CVE-2026-34483
This Vulnerability has been fixed in the Never-Ending Support (NES) version offered by HeroDevs.
Overview
Apache Tomcat is an open-source implementation of the Jakarta Servlet, Jakarta Server Pages, Jakarta Expression Language, Jakarta WebSocket, Jakarta Annotations, and Jakarta Authentication specifications, providing a pure Java HTTP web server environment for running Java code. It is one of the most widely used Java application servers.
A low-severity vulnerability (CVE-2026-34483) has been identified in the JsonAccessLogValve component of Apache Tomcat. Incomplete escaping of request URI and query string values when writing JSON-formatted access logs allows injection of arbitrary JSON content. This is exploitable when the Connector attributes relaxedPathChars and/or relaxedQueryChars are set to non-default values.
Per OWASP: Content Spoofing (also known as content injection) is an attack technique used to trick a user into believing certain content appearing on a website is legitimate and not from an external source. In this case, an attacker can inject arbitrary JSON structures into access log files, potentially misleading log analysis tools or masking malicious activity.

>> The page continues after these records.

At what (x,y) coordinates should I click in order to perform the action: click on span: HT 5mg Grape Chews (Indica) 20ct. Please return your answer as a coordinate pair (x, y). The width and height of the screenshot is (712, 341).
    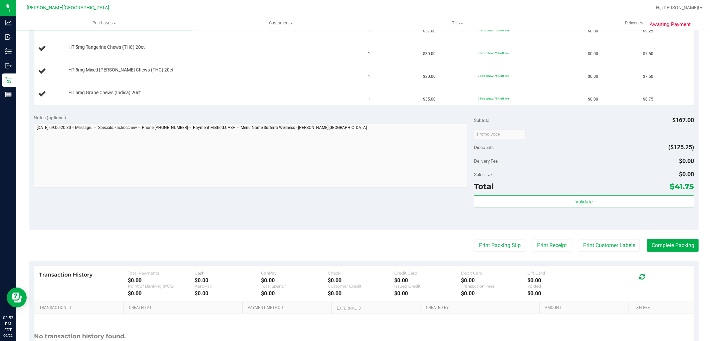
    Looking at the image, I should click on (104, 92).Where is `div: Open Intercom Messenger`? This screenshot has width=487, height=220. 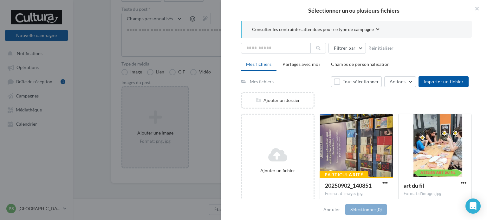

This issue affects versions 8.5.84 through 8.5.100, 9.0.40 through 9.0.116, 10.1.0-M1 through 10.1.53, and 11.0.0-M1 through 11.0.20 of Apache Tomcat.
Details
Module Info
- Product: Apache Tomcat
- Affected packages: tomcat-catalina
- Affected versions: >=8.5.84 <=8.5.100, >=9.0.40 <=9.0.116, >=10.1.0-M1 <=10.1.53, >=11.0.0-M1 <=11.0.20
- GitHub repository: https://github.com/apache/tomcat
- Published packages: https://repo1.maven.org/maven2/org/apache/tomcat/tomcat-catalina/
- Package manager: Maven
- Fixed in:
- NES for Apache Tomcat
- Apache Tomcat 11.0.21, 10.1.54, 9.0.117 (OSS)
Vulnerability Info
The vulnerability exists in AbstractAccessLogValve.java, which is the base class for access log implementations including JsonAccessLogValve. The class has an escapeAndAppend() method that handles escaping of special characters (backslashes, double quotes, control characters, and characters above 127) for JSON output. This method was already used for other log fields such as headers, cookies, attributes, and remote user.
However, the request URI and query string fields were written directly using buf.append() without escaping:
// Vulnerable code in RequestElement (%r pattern):
buf.append(request.getRequestURI());
buf.append(request.getQueryString());
// Vulnerable code in QueryElement (%q pattern):
buf.append(query);
// Vulnerable code in RequestURIElement (%U pattern):
buf.append(request.getRequestURI());
When relaxedPathChars and/or relaxedQueryChars are configured on the Connector to allow characters like {, }, ", and others that are normally rejected, an attacker can craft URLs containing these characters. Since the values are not escaped before being written to the JSON log, the attacker can inject arbitrary JSON structures into the log output.
The fix changes all four locations to use escapeAndAppend() instead of buf.append(), ensuring proper escaping of special characters in the URI and query string fields.
The JsonAccessLogValve was first introduced in Tomcat 8.5.88. The broader affected range (8.5.84+) accounts for the underlying escaping gap in AbstractAccessLogValve.
Steps To Reproduce
To exploit this vulnerability, the Tomcat instance must be configured with JsonAccessLogValve and have relaxedPathChars or relaxedQueryChars set on the Connector. An attacker sends a request with JSON-breaking characters in the URI:
GET /app/%7B%22injected%22:%22value%22%7D HTTP/1.1
Host: vulnerable-app.example.com
When relaxedPathChars includes { and }, the decoded URI {"injected":"value"} is written directly into the JSON access log without escaping, resulting in malformed JSON output that can mislead log analysis tools or inject false log entries.
Mitigation
Only recent versions of Apache Tomcat are community-supported. Older versions (8.5.x and earlier) will not receive any updates to address this issue. NES for Tomcat includes an update to 8.5.x to address this issue. For more information, see here.
Users of the affected components should apply one of the following mitigations:
- Upgrade to a patched version of Apache Tomcat.
- Leverage a commercial support partner like HeroDevs for post-EOL security support.